You work on Saturdays and Sundays, so Thursday and Friday have become the weekend, which has already succeeded in confusing things. On this un-weekend we wrote a list and did most of the things on it except for cutting your hair which seems to get put off mainly because I’m cyclically worried about not doing a good job after that small incident in the east of France two years ago when I forgot to put the black plastic trimming piece back on halfway through. This un-weekend I put too much laundry liquid in the washing machine and mopped up foam from the floor and peeled beetroots with pink-stained hands, you watered some of the thirsty green things outside and tried to stop the strange droning noise coming from the ceiling in my empty studio and throughout the un-weekend the mountains that sit to the south-west were looked at quite a lot. It it feeling different now, yes, now that the days are longer and the light is more, now that the moods of people are noticeably improved by the warmth and the way the sea glitters twice a day. But I think still, a lot, about all this time we’ve been stopped inside of, over a year now of caution and anxiety and trying not to spend too much time reading the news—it all feels a bit like the bumblebees that intermittently thump into the windows.
WORK-RELATED NEWS:
I know this was mentioned on and off for perhaps a whole year, and so while I can’t post any large excerpts (sorry) suffice it to say I’m really pleased with how my illustrated essay for Orion’s spring issue turned out (an 8-page affair, it wouldn’t be inaccurate to say that hand lettering this piece took a long time and a lot of ache). It is about landscapes, about our existences within landscapes, their histories and mappings and how we might benefit from thinking about them differently, asking different questions. If you’re based in the US Orion ships out swiftly and it’s possible to purchase just this current issue—outside of the US postal charges are higher but things still arrive quite soon and as publications go I believe Orion to be one of the most beautiful, considerate, and thought-provoking of them all (their commitment to truthful and diverse recounting of stories and science, the complete lack of advertising, I could continue).
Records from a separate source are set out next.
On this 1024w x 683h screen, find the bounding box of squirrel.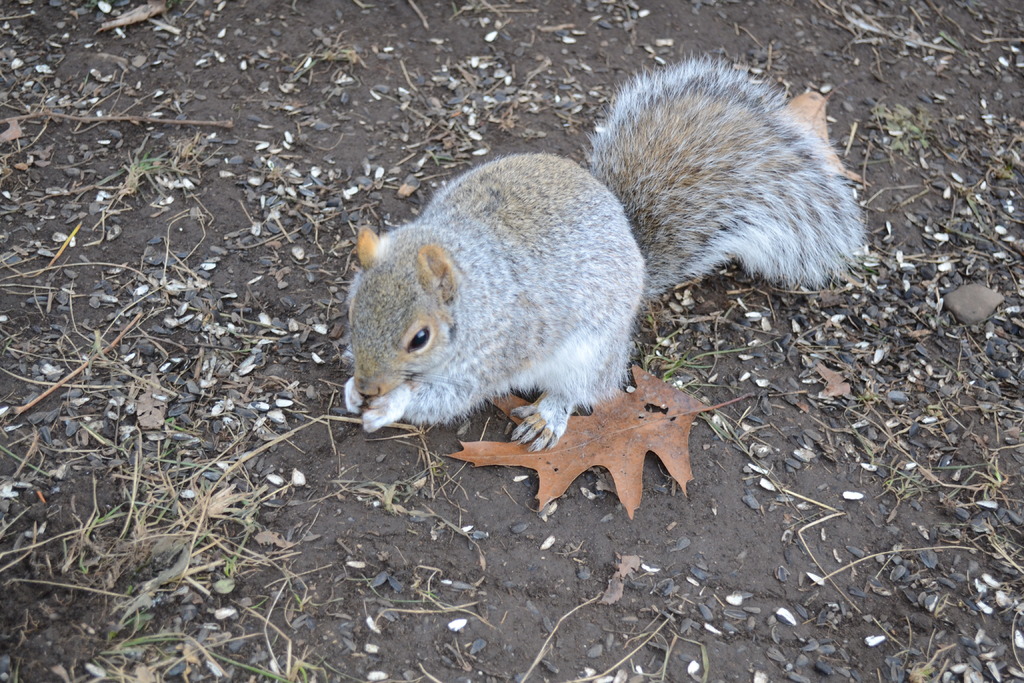
Bounding box: [x1=342, y1=55, x2=871, y2=454].
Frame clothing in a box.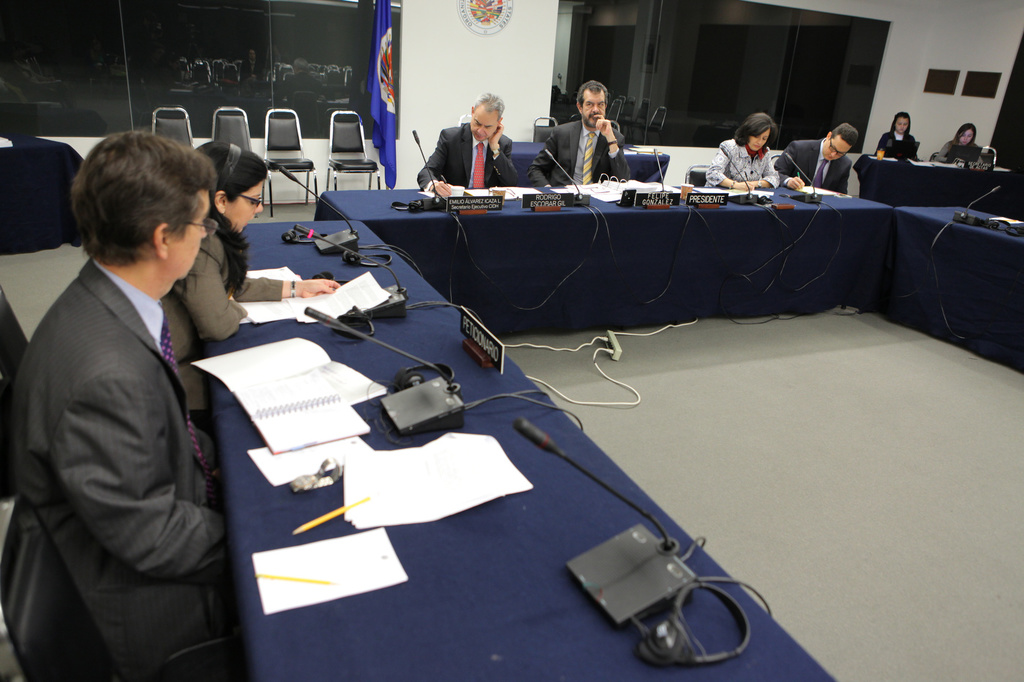
l=425, t=103, r=529, b=182.
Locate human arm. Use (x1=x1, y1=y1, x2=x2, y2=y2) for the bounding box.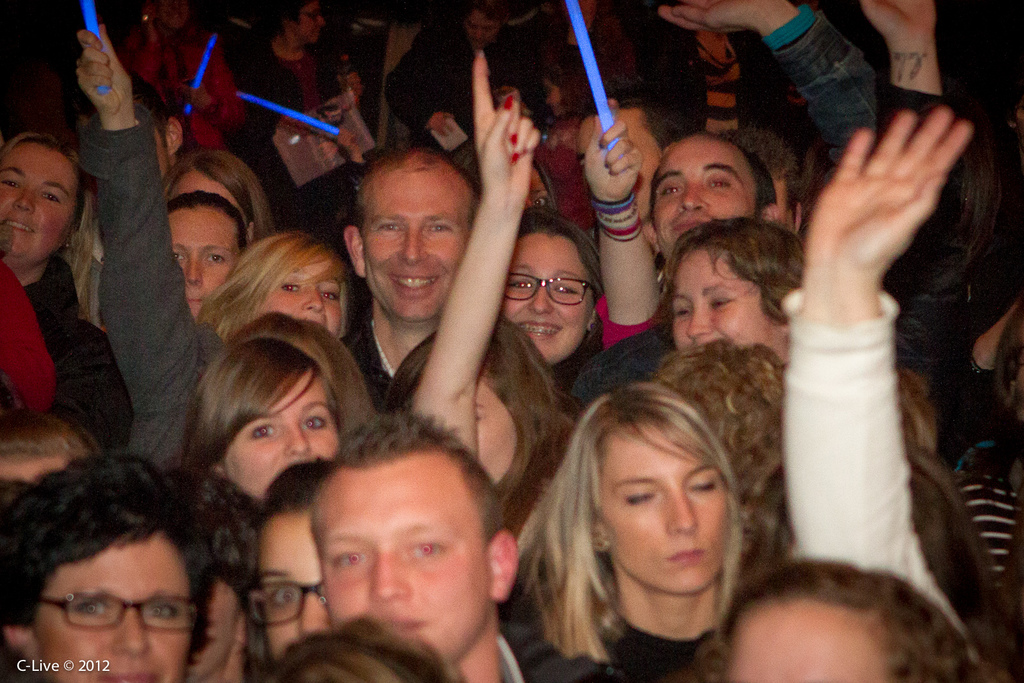
(x1=664, y1=0, x2=890, y2=232).
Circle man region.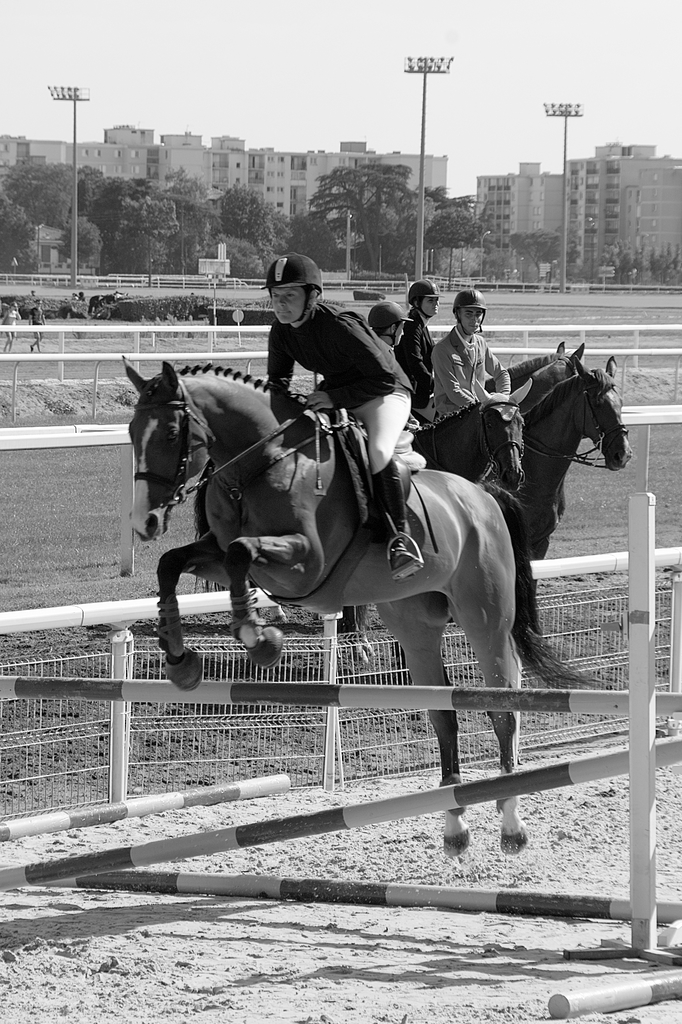
Region: x1=87 y1=291 x2=115 y2=315.
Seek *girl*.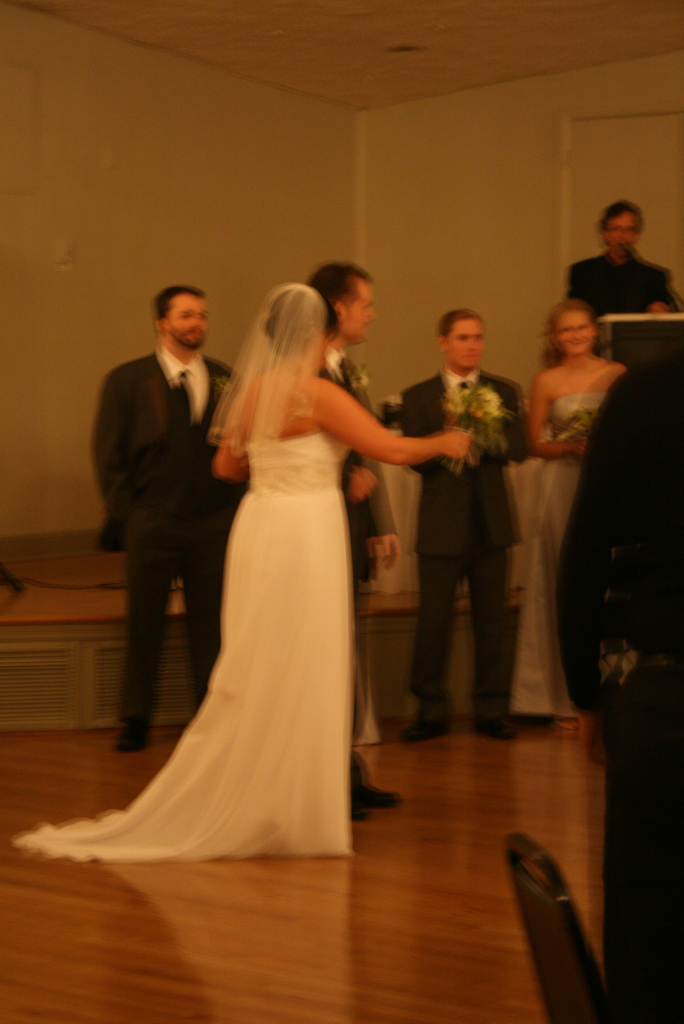
BBox(516, 297, 626, 732).
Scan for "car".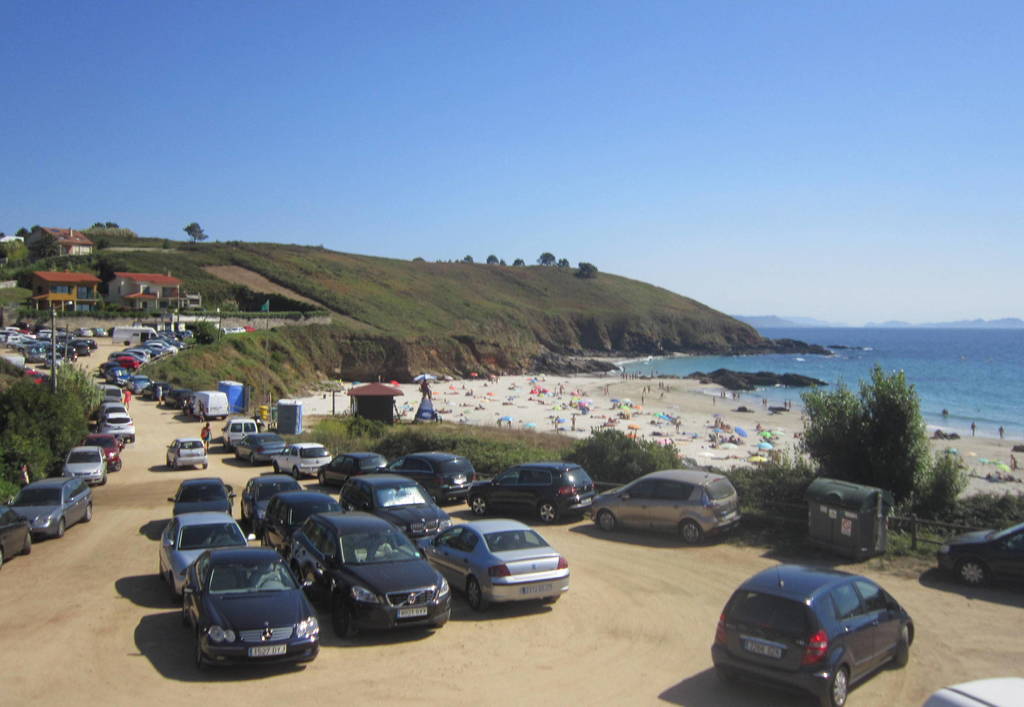
Scan result: BBox(84, 431, 123, 478).
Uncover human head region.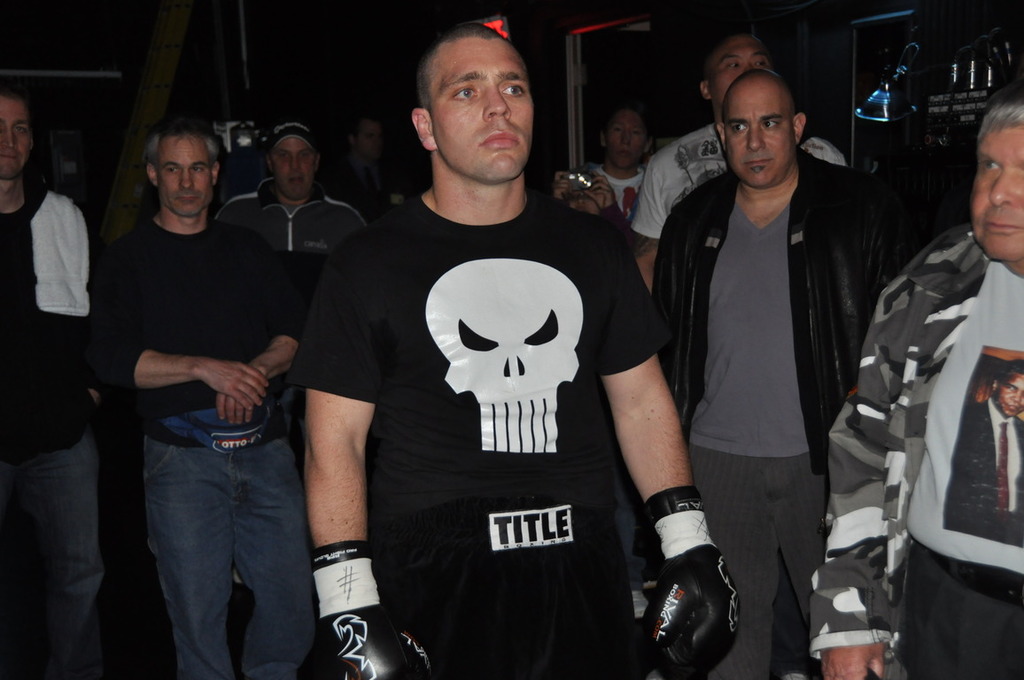
Uncovered: 265, 121, 322, 195.
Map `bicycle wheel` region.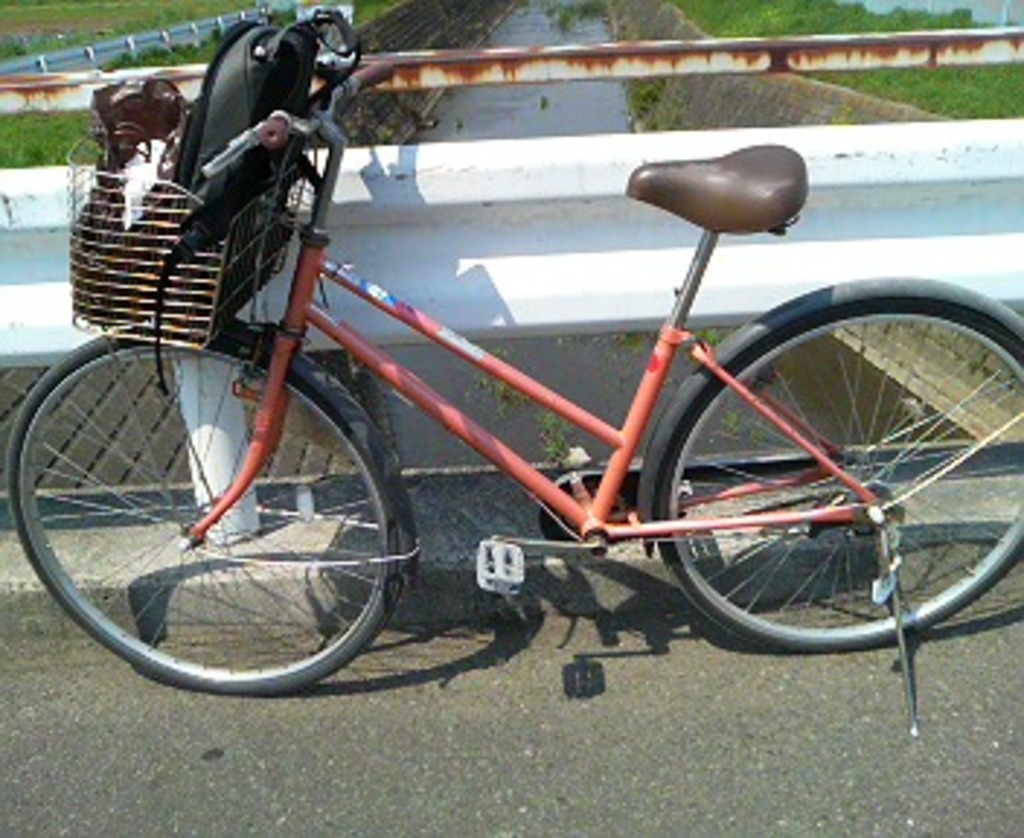
Mapped to crop(617, 288, 1023, 698).
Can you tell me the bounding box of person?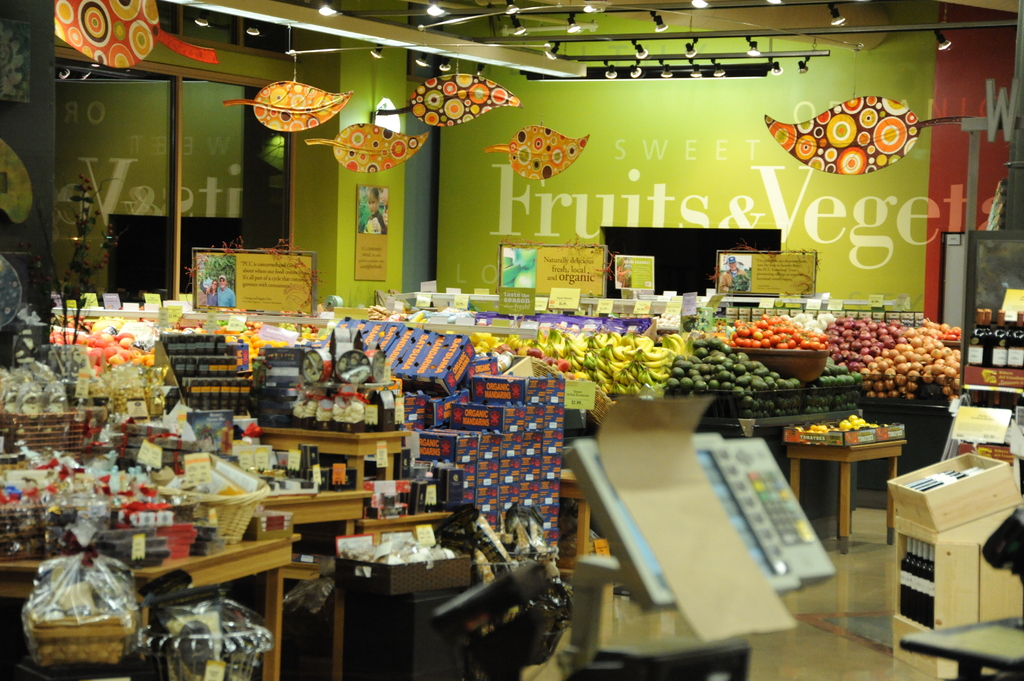
[214, 271, 238, 312].
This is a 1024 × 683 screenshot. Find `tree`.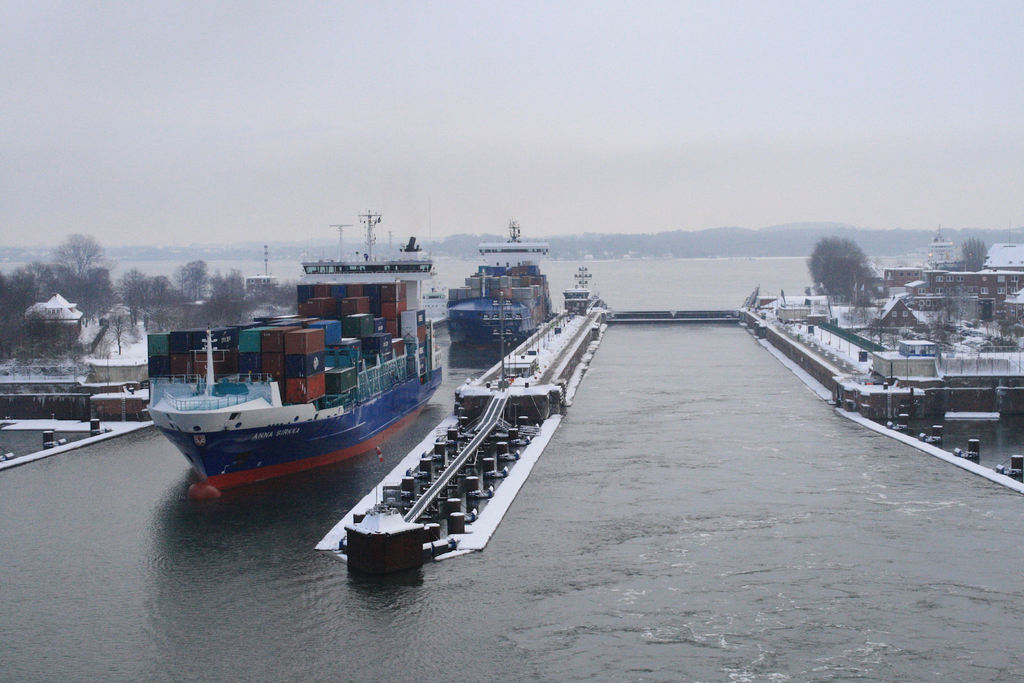
Bounding box: 951, 230, 989, 258.
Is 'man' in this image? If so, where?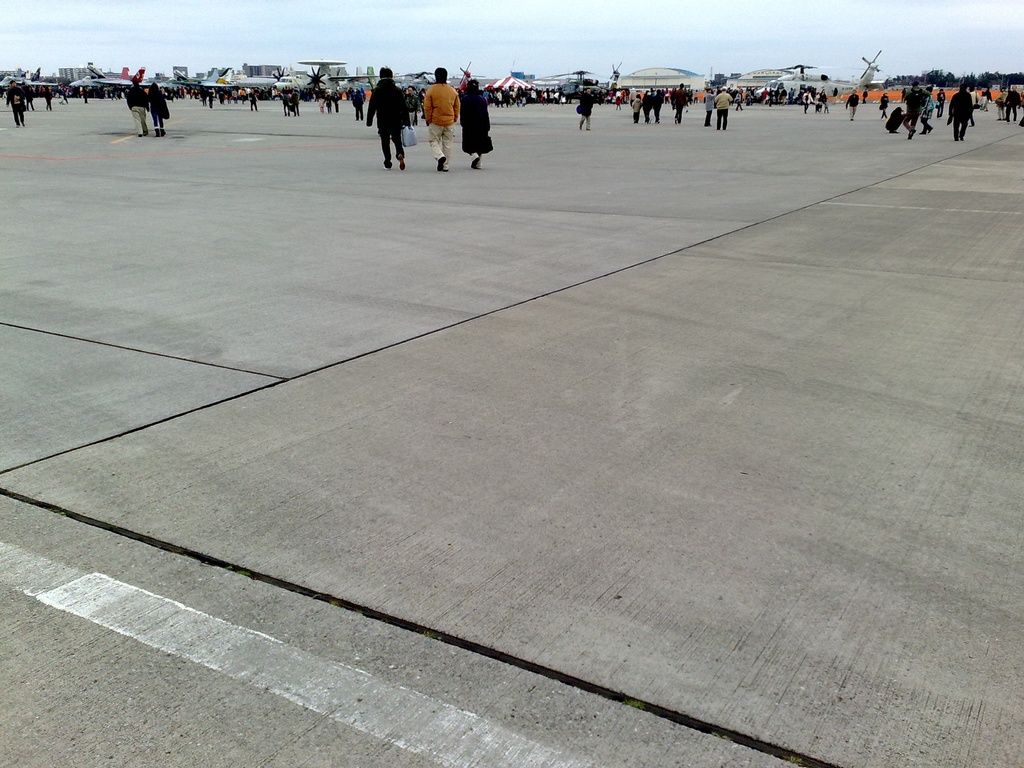
Yes, at l=2, t=81, r=32, b=125.
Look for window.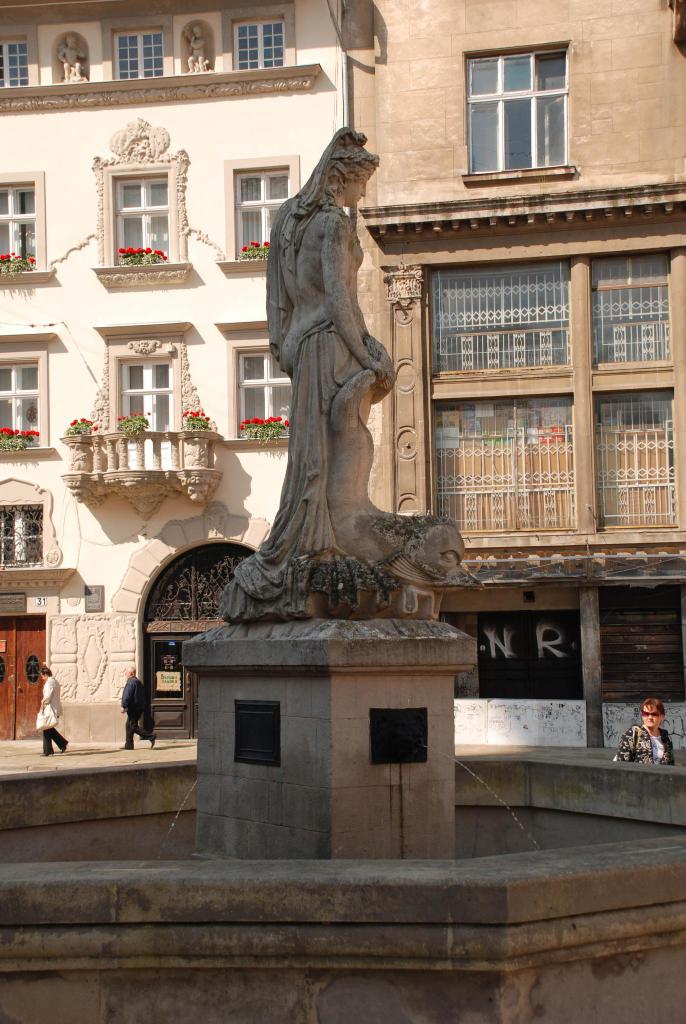
Found: 113,173,175,265.
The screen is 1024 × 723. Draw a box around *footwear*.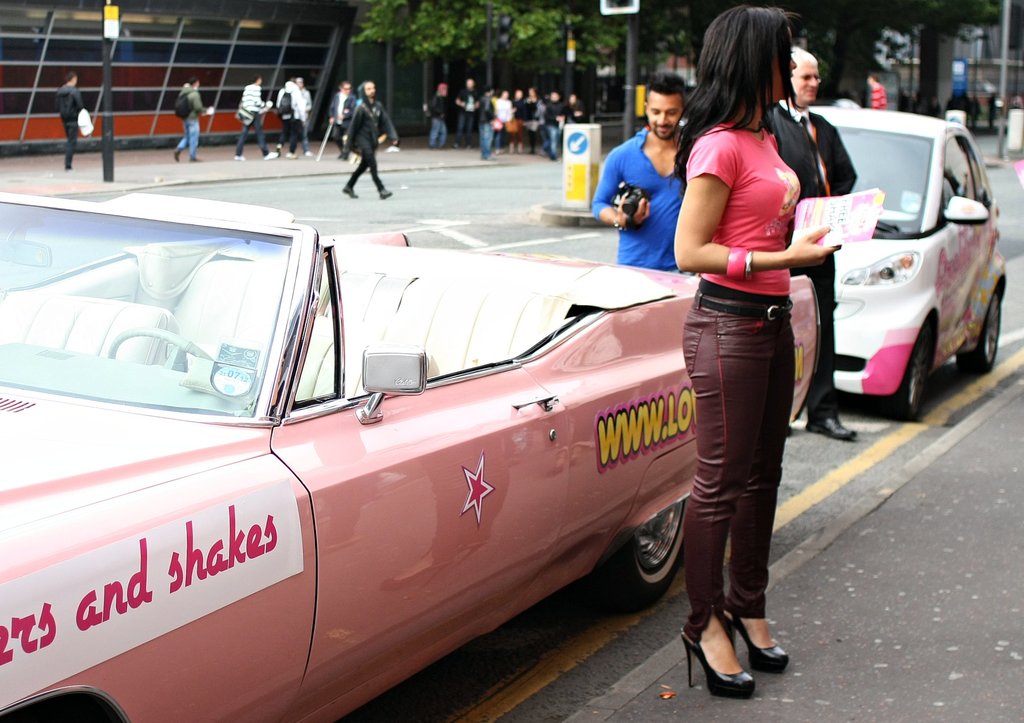
(left=275, top=145, right=282, bottom=156).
I have other traditionally very exciting work-related news that I can’t share at this point, which I appreciate is not a very interesting note to end this section with. Some of this can’t-share-yet news was unexpected, some was worked towards for a couple of years, but all of it has left me quite a lot reeling and full of a sense of fortunate—a desire for these things I’m working on to be good, worthwhile. I’ll be able to talk about a large piece of it at the end of this month though, which might be a relief but might also feel like revealing a personal treasure you’ve kept secret and safe through a storm.
(It’s noon now, the sun so present that I feel it’s almost possible to witness the green appearing on branches as the minutes pass.)
THIS WEEK I FELL IN LOVE WITH:
The work of New York-based Karlotta Freier, which struck me as thoughtful and attentive and spacious in its details. I would like to live inside these drawings for a day, or three.
Sometimes, like today, I don’t put socks on because it can be easier to feel focussed with cold feet.
The end.
“It is feeling different now, yes, now that the days are longer and the light is more, now that the moods of people are noticeably improved by the warmth and the way the sea glitters twice a day.” I very much relate to this bit. Where I am, instead of the glittering sea, there are spring blossoms flying in the wind. It is lovely and life giving. I just ordered the Spring issue of Orion, and I can’t wait to read your contribution. Thank you for bringing my attention to that lovely publication!
"But I think still, a lot, about all this time we’ve been stopped inside of, over a year now of caution and anxiety and trying not to spend too much time reading the news—it all feels a bit like the bumblebees that intermittently thump into the windows."
How do you always find the perfect analogies? This is it, this is exactly it. Bumblebees.